The crowd screamed for my blood and it was one of the few times a Richmond crowd turned against me.
The ability to ride a knock was a feature of Bill’s play. Many a time I’ve seen him in dire trouble. But he could take the knock and use it to position and balance himself. He could even baulk in mid-air. He was a football freak who comes but once in a lifetime.
Against Essendon he gave the most tremendous display of stamina I have seen. I rucked him throughout the first three quarters. There was a wind blowing and favouring the Essendon goal in the final quarter. He was exhausted, but we had a very slender lead and looked no-hopers kicking against the gale. He wanted a spell and I gave him five seconds. He went back on the ball and ran himself into the ground but saved the game. We had to help him off the field.
Bill Morris was known as Paleface to his friends. His face was always as white as a sheet. His untimely death was a shock to us all. Morris was not only a great footballer but a great personality.
In my closing years as a player with Richmond I was a protector more than being a dangerous ruckman. When you are a protector you can expect a hostile crowd.

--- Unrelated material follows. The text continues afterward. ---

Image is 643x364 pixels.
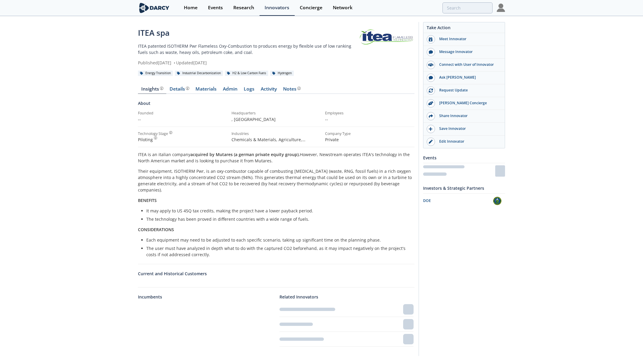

A lot of my friends have en-countered hot spots of trouble by defending me to hecklers in the crowd. One of my staunchest supporters has always been my mother.
Against Footscray a character cut loose and called me for everything. 'You big rotten mug,. Dyer. You'll get yours, you big heap.' My mother spun on him. 'You wouldn't say that if his father was here.' He wasn't lost for a word. 'I wouldn't think he'd have a father, lady.' From then on my mother gave silent support.
Footnotes
This article is an excerpt from Captain Blood: Jack Dyer as told to Brian Hansen. Published in 1965 by Stanley Paul & Co. Ltd.